Historical Funds

Scottish American Capital is part of a tradition of investment funds from the same funding family. The investors have consistently backed entrepreneurs who have grown companies, created tens of thousands of US jobs and continue to own and operate their purchased companies and play a significant role in the communities in which they operate. Scottish American Capital seeks to acquire a platform business and then expand both by organic growth and a significant number of future acquisitions.

The following companies share many of the same team of backers as Scottish American and give a flavor of the long term perspective, capital availability and commitment to growing sustainable American companies that Scottish American represents.

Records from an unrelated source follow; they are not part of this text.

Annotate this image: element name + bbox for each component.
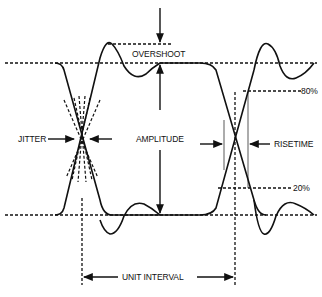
risetime-label: RISETIME: [274, 139, 314, 149]
amplitude-label: AMPLITUDE: [136, 134, 184, 144]
jitter-label: JITTER: [18, 134, 46, 144]
overshoot-label: OVERSHOOT: [132, 49, 185, 59]
unit-interval-label: UNIT INTERVAL: [122, 272, 184, 282]
eye-diagram: OVERSHOOT JITTER AMPLITUDE RISETIME 80% …: [0, 0, 322, 297]
reference-lines: [5, 44, 317, 285]
level-20-label: 20%: [293, 183, 310, 193]
level-80-label: 80%: [301, 86, 318, 96]
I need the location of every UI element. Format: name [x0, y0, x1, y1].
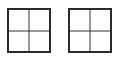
- horizontal-divider: [9, 30, 49, 31]
- horizontal-divider: [70, 30, 110, 31]
- grid-right: [68, 8, 112, 53]
- grid-left: [7, 8, 51, 53]
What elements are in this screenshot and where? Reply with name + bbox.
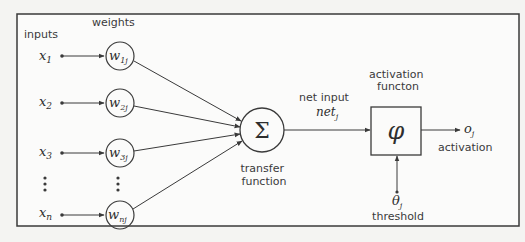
neuron-diagram: inputs weights x1 w1j x2 w2j x3 w3j xn w…	[0, 0, 525, 242]
net-j-label: netj	[316, 105, 339, 121]
transfer-function-label: transfer function	[241, 162, 288, 188]
output-activation-label: activation	[438, 141, 493, 154]
inputs-label: inputs	[24, 28, 58, 41]
net-input-label: net input	[299, 91, 350, 104]
weights-label: weights	[92, 16, 135, 29]
phi-icon: φ	[388, 117, 405, 145]
activation-function-label: activation functon	[369, 68, 427, 93]
ellipsis-inputs	[43, 176, 46, 191]
ellipsis-weights	[116, 176, 119, 191]
sigma-icon: Σ	[254, 118, 270, 143]
threshold-label: threshold	[372, 210, 424, 223]
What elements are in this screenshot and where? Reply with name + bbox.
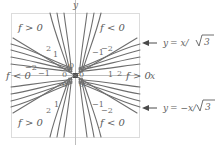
contour-label: 1 [54,100,59,109]
figure-canvas: f > 0 f < 0 f < 0 f > 0 f > 0 f < 0 2 1 … [0,0,218,145]
contour-label: 0 [79,80,84,89]
asymptote-lower-y: y [162,103,169,113]
asymptote-lower-eq: = −x/ [170,103,197,113]
contour-label: 0 [62,70,67,79]
contour-label: 0 [62,80,67,89]
contour-plot-svg: f > 0 f < 0 f < 0 f > 0 f > 0 f < 0 2 1 … [0,0,218,145]
asymptote-lower-radicand: 3 [205,102,211,112]
sign-label-mid-right: f > 0 [125,70,151,81]
contour-label: 1 [108,70,113,79]
y-axis-label: y [72,0,79,10]
asymptote-upper-radicand: 3 [204,37,210,47]
contour-label: 2 [117,69,122,78]
contour-label: 2 [46,44,51,53]
contour-label: 0 [79,70,84,79]
sign-label-bottom-left: f > 0 [17,117,43,128]
asymptote-upper-y: y [162,38,169,48]
contour-label: −2 [25,63,37,72]
contour-label: −2 [101,106,113,115]
contour-label: 2 [46,106,51,115]
contour-label: 1 [53,50,58,59]
sign-label-top-right: f < 0 [99,22,125,33]
sign-label-top-left: f > 0 [17,22,43,33]
asymptote-upper-eq: = x/ [170,38,189,48]
sign-label-bottom-right: f < 0 [99,117,125,128]
x-axis-label: x [150,71,155,81]
contour-label: 0 [69,61,74,70]
contour-label: −2 [101,44,113,53]
contour-label: −1 [38,69,50,78]
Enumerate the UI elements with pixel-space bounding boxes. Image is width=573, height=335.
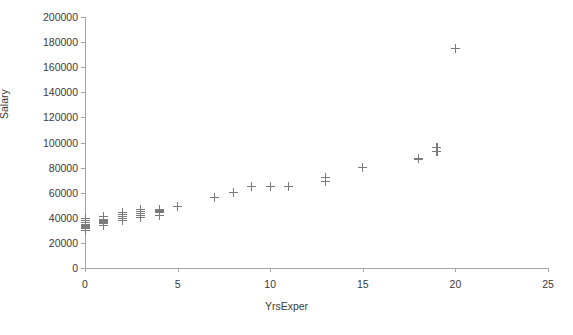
y-tick-label: 60000 bbox=[49, 188, 78, 199]
data-point bbox=[155, 211, 164, 220]
plot-area bbox=[85, 17, 548, 268]
x-axis-tick bbox=[85, 268, 86, 272]
data-point bbox=[284, 182, 293, 191]
data-point bbox=[229, 188, 238, 197]
data-point bbox=[118, 216, 127, 225]
data-point bbox=[414, 154, 423, 163]
data-point bbox=[155, 208, 164, 217]
x-axis-tick bbox=[363, 268, 364, 272]
data-point bbox=[247, 182, 256, 191]
y-tick-label: 180000 bbox=[43, 37, 78, 48]
y-tick-label: 0 bbox=[72, 263, 78, 274]
data-point bbox=[136, 209, 145, 218]
y-tick-label: 200000 bbox=[43, 12, 78, 23]
x-axis-tick bbox=[455, 268, 456, 272]
y-axis-title: Salary bbox=[0, 89, 10, 119]
x-tick-label: 25 bbox=[542, 279, 554, 290]
data-point bbox=[81, 221, 90, 230]
data-point bbox=[81, 220, 90, 229]
y-tick-label: 160000 bbox=[43, 62, 78, 73]
data-point bbox=[118, 212, 127, 221]
data-point bbox=[136, 205, 145, 214]
data-point bbox=[81, 223, 90, 232]
data-point bbox=[266, 182, 275, 191]
x-tick-label: 10 bbox=[264, 279, 276, 290]
data-point bbox=[81, 218, 90, 227]
x-axis-tick bbox=[548, 268, 549, 272]
x-axis-tick bbox=[178, 268, 179, 272]
data-point bbox=[99, 218, 108, 227]
data-point bbox=[136, 213, 145, 222]
x-tick-label: 20 bbox=[450, 279, 462, 290]
y-tick-label: 20000 bbox=[49, 238, 78, 249]
x-tick-label: 0 bbox=[82, 279, 88, 290]
data-point bbox=[210, 193, 219, 202]
data-point bbox=[118, 214, 127, 223]
data-point bbox=[118, 210, 127, 219]
y-tick-label: 40000 bbox=[49, 213, 78, 224]
data-point bbox=[432, 143, 441, 152]
y-tick-label: 140000 bbox=[43, 87, 78, 98]
y-tick-label: 100000 bbox=[43, 138, 78, 149]
x-axis-tick bbox=[270, 268, 271, 272]
data-point bbox=[451, 44, 460, 53]
y-tick-label-group: 0200004000060000800001000001200001400001… bbox=[0, 0, 78, 335]
data-point bbox=[99, 221, 108, 230]
data-point bbox=[321, 177, 330, 186]
data-point bbox=[99, 216, 108, 225]
x-axis-line bbox=[85, 268, 549, 269]
data-point bbox=[81, 226, 90, 235]
data-point bbox=[99, 215, 108, 224]
data-point bbox=[136, 207, 145, 216]
data-point bbox=[155, 205, 164, 214]
data-point bbox=[173, 202, 182, 211]
y-tick-label: 120000 bbox=[43, 112, 78, 123]
data-point bbox=[99, 212, 108, 221]
data-point bbox=[136, 211, 145, 220]
data-point bbox=[118, 208, 127, 217]
chart-page: 0200004000060000800001000001200001400001… bbox=[0, 0, 573, 335]
data-point bbox=[155, 206, 164, 215]
y-tick-label: 80000 bbox=[49, 163, 78, 174]
data-point bbox=[432, 147, 441, 156]
x-tick-label: 15 bbox=[357, 279, 369, 290]
data-point bbox=[321, 173, 330, 182]
x-tick-label: 5 bbox=[175, 279, 181, 290]
data-point bbox=[358, 163, 367, 172]
x-axis-title: YrsExper bbox=[0, 300, 573, 312]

Founded by Jim Ellis and Kevin Taweel in 1995, Kevin Taweel remains the CEO today. The investor group acquired Road Rescue in Houston, Texas in 1995, a small roadside recovery business for $6m, when it had 45 employees. Through organic sales growth, mainly through cellphone customers, they grew the core business and then embarked on a series of acquisitions. In 1999 Jim and Kevin acquired Merrimac Group, in 2002 they created a wireless technology repair and reverse logistics center in Smyrna, TN. By 2004 they had grown the business to 2500 employees. In 2006 Asurion merged with lock\line, LLC headquartered in Kansas City, Missouri and in 2006 acquired Warranty Corporation and Lumitrend, Inc. In 2008 they merged with N.E.W. Customer Service Cos. Asurion is now a $2.5 billion company with 10,000 employees, more than 70 million wireless customers and a growing presence in Asia. Asurion demonstrates both the long term intentions of the investor group and the opportunity that is represented by a great business being given the capital and management resources to grow strongly. Their story is profiled in the New York Times http://www.nytimes.com/2009/03/12/business/smallbusiness/12hunt.html.

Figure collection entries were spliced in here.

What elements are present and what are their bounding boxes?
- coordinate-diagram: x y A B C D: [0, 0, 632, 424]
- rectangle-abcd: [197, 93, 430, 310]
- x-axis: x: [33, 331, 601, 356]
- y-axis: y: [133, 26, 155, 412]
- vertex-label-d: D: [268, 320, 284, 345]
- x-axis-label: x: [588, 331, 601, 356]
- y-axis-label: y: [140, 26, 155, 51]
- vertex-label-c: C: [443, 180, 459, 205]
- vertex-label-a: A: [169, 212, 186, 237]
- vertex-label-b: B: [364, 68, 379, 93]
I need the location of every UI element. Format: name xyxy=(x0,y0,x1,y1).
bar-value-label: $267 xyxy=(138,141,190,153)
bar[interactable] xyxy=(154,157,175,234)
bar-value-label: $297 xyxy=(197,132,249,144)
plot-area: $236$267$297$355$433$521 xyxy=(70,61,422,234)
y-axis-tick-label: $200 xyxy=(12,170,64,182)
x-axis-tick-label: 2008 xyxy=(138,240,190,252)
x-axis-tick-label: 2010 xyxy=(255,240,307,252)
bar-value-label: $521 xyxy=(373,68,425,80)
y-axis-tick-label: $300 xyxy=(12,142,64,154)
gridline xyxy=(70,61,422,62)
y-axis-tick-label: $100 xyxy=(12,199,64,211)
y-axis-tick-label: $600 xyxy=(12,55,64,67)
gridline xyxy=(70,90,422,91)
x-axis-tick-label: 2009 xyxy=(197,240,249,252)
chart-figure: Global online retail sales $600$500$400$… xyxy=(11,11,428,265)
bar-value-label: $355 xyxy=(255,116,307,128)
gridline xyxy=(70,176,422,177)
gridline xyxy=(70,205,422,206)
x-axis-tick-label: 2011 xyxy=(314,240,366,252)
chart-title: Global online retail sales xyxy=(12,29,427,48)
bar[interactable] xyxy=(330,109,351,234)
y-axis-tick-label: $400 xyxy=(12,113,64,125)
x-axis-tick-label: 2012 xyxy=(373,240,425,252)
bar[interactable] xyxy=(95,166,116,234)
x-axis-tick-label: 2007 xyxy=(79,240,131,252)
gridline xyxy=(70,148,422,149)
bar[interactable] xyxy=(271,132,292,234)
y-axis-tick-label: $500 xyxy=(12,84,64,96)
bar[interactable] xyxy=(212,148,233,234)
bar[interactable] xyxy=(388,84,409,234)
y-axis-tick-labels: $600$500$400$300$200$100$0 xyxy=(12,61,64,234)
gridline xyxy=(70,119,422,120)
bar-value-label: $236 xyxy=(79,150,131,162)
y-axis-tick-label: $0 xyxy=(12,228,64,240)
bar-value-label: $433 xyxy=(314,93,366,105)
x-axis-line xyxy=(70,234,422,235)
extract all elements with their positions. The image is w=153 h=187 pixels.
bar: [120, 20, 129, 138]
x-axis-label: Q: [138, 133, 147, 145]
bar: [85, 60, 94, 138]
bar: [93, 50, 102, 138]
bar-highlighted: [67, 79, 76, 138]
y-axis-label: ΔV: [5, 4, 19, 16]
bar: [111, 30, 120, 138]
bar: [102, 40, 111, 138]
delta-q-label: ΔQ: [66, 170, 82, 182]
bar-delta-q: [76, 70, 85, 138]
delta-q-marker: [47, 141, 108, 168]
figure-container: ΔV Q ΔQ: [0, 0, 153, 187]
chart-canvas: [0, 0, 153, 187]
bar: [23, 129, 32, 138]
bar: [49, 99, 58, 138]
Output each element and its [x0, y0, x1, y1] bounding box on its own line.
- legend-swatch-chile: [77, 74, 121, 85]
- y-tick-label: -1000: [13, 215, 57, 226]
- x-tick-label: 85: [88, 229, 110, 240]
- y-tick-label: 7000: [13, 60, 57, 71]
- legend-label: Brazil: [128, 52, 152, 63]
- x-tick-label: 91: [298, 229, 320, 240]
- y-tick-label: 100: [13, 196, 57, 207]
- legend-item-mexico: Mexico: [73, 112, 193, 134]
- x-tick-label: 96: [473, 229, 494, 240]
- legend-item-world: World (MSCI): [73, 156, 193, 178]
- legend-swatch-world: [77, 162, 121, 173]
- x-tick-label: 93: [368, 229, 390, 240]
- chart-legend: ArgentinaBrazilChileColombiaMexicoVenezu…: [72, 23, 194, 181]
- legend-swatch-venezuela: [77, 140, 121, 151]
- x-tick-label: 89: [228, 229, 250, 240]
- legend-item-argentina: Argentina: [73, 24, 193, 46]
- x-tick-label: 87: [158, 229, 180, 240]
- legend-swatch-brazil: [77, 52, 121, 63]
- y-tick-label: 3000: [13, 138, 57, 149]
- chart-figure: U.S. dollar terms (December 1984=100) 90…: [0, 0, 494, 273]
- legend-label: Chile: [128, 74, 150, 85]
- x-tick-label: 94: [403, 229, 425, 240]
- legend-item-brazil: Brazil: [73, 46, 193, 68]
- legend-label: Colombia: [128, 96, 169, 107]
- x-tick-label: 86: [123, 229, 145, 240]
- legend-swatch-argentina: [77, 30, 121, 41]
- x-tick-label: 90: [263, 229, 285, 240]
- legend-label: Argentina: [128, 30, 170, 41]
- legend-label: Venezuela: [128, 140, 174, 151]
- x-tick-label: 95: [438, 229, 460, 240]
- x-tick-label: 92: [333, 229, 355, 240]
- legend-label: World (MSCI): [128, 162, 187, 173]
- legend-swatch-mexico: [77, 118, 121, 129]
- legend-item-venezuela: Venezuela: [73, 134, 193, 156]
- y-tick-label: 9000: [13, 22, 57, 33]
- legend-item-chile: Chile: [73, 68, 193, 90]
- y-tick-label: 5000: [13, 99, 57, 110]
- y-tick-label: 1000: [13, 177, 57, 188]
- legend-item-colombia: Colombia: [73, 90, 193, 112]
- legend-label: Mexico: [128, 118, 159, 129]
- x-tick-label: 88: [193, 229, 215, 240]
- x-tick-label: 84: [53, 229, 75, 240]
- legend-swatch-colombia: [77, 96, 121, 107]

Purchased by David Kennedy and Mike Smerklo in 2002, Mike remains the CEO. ServiceSource founded and leads the Service Performance Management industry focusing exclusively on growing service share – by increasing the number of customers who buy services and the amount they spend on those services. It serves technology and healthcare IT clients in over 110 countries and customers include Sun Microsystems, Aruba Network and Blue Coat. ServiceSource now has five global service centers, which demonstrates the investors commitment to capital investment required to grow businesses rapidly. The company manages more than 400,000 customer relationships, 40,000 partners annually, with over $4B currently under management, revenues passed $100m in 2008 and the company employs over 800 workers.

Uniform Printing
Jim Southern purchased Uniform Printing in 1984, in the first acquisition by the wider investment family. A niche printing business from with $43 million turnover it was the business forms division of a listed company focused on specialty insurance forms and documents. Jim acquired Uniform Printing and earned his investors a 59% IRR over the course of the ten years that he managed the company. He then repeated this success with Continental Fire Services whilst becoming one of the core investors in the investment group.

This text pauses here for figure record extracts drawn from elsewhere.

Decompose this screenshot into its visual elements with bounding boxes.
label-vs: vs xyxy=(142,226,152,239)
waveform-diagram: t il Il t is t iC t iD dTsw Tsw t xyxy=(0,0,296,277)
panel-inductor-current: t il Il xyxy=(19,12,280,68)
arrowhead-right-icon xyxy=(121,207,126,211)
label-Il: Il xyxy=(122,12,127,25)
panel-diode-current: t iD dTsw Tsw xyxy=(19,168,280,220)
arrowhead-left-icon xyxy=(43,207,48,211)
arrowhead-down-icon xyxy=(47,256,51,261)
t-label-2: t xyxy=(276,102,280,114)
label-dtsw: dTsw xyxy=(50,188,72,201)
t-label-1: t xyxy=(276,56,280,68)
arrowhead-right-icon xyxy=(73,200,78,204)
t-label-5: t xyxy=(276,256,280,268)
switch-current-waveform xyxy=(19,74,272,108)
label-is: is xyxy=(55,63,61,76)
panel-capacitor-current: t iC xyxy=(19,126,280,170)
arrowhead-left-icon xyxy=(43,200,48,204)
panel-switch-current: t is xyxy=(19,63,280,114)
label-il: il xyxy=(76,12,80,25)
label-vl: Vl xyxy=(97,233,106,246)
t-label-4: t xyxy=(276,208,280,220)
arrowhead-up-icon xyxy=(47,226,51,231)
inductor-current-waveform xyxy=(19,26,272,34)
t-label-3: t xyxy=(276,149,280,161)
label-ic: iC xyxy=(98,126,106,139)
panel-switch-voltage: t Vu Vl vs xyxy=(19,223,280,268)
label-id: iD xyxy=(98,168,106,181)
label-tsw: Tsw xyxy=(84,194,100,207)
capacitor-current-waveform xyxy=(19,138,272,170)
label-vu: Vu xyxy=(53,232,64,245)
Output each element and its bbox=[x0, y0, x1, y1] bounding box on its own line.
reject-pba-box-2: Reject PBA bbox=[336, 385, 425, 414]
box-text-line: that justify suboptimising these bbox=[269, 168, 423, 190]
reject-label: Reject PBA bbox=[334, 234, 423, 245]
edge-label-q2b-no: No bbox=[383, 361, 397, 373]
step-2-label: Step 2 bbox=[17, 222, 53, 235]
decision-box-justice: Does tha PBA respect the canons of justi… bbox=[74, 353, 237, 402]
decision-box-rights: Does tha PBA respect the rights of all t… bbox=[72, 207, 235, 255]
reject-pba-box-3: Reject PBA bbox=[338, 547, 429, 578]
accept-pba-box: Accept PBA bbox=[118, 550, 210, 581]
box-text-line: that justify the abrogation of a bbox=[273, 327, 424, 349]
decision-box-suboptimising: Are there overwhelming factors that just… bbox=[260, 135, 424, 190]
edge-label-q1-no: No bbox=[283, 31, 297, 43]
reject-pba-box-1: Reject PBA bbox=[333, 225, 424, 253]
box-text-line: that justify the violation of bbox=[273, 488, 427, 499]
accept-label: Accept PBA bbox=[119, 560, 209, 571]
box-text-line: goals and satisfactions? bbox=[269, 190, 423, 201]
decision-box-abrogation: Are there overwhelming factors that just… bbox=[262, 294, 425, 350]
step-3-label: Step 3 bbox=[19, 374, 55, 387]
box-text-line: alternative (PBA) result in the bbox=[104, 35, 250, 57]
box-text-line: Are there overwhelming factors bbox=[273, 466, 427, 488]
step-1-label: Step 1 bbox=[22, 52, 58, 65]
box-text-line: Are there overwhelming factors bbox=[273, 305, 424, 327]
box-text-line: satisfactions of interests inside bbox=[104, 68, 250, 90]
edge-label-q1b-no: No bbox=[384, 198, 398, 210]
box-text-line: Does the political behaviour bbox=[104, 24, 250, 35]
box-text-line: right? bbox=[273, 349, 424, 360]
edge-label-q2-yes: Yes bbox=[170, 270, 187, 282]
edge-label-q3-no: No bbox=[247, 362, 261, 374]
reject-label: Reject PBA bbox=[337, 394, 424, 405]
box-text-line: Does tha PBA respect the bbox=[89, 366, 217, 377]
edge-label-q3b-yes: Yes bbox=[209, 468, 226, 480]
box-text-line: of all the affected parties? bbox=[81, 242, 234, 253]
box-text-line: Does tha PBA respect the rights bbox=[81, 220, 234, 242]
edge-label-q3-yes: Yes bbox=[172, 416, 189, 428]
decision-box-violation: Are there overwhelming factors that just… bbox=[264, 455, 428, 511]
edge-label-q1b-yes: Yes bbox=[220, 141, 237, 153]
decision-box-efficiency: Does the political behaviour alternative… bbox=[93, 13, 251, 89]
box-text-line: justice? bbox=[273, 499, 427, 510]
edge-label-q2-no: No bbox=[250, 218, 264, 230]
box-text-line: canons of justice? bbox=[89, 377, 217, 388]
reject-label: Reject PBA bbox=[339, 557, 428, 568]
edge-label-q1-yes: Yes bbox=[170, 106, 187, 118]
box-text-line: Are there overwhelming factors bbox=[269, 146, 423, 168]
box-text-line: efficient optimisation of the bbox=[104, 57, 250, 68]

Kirk Riedinger and Jamie Turner purchased the Denver Institute of Technology in 1987, a business with $4m in sales. Jamie remains the Vice Chairman and Kirk operated the company as CEO for 20 years. Alta grew to be a system of higher education institutions that included Westwood College Online. Today, the 3,000 employee company owns, operates 17 campuses located in six states and runs operating under the name Westwood Schools and is the largest franchisee of the Princeton Review test program. These campuses along with Westwood College Online support more than 15,000 students.The revenue had reached $78 million by 2001.


Purchased by Dustin Sellers and Ben Godsey in October 2005, they remain the CEOs of the rapidly growing market leader in HR back office processing. When they bought the business in 2005, the outsourced employee administration industry, also known as the professional employer organization industry, was relatively new and often misunderstood. IAt the end of 2008 ProService had grown to 94 employees and five offices and had seen a 73 percent growth in revenue since 2005. Dustin summed up our investor group philosophy….. “We recognized if we just delivered on what we said we could deliver, we would win. We’re very pragmatic and we’re very good at blocking and tackling, one foot in front of the other, building blocks, and we recognized the business we bought had very good bones.”